Autor: Article based upon analysis from Reuters Breakingviews
2 min

The UK central bank arrived at its fifth attempt in less than a month to decompress a distressed bond market, when saying on Tuesday it would buy more gilts.

BoE’s attempt to avert a fire sale by pension funds delays its long-planned sales of corporate debt from the bank’s old pandemic-era interventions.

A messy bond market and a wayward government put Governor Andrew Bailey on a tightrope.

UK Government’s plan to cut taxes without backup has strongly hit government bonds, forcing indebted pension funds to drop assets.

In a tricky balancing act, the bank offered to buy only the most battered long-dated securities and at cheap prices, just enough to help the funds honor cash calls without affecting yields.

By doing so, BoE could argue with its pledge to fight inflation. Also, the bank cannot be accused of financing a headstrong government.

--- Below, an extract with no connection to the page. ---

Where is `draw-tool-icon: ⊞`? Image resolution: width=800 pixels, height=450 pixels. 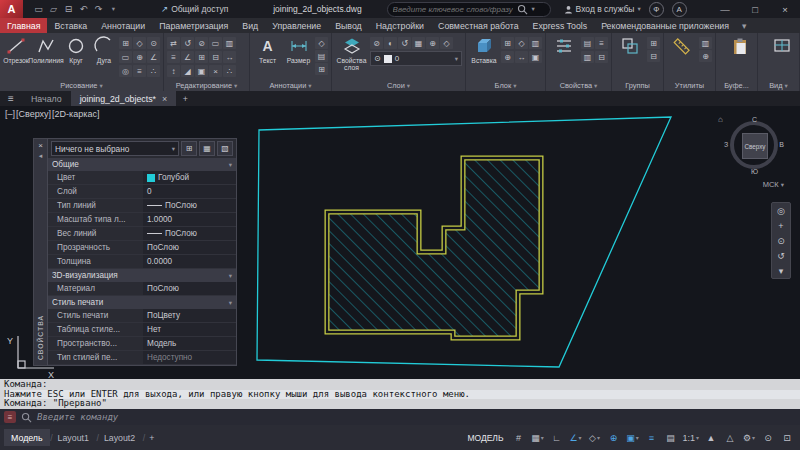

Since September, Bailey had to expand support, and Tuesday’s move to buy index-linked bonds would make it its fifth attempt to quell market turmoil in just over two weeks.

Except that the bond market will most probably remain distressed. The signs are there. Firstly, company borrowing costs are surging.

Even low-risk investment grade UK corporate bond yields exceeded 7% on Monday, according to an ICE Bank of America index consulted by Reuters.

This was more than 1.5 percentage points higher than before Truss’s so-called mini-budget.

Also, the gap between the price at which banks will buy and sell gilts is above 5 basis points, up fivefold from a year ago, according to ING analysts.

On Oct.31, Chancellor Kwasi Kwarteng is expected to make public its plan to reduce government debt over the medium term.

He needs to cut spending by 62 billion pounds by 2026 to stop debt from rising relative to GDP, according to the Institute for Fiscal Studies.

This is more than the tax cuts announced last month, which makes it politically implausible.

Investors are expecting a strong and convincing fiscal strategy. Otherwise, they may continue to steer clear of UK gilts.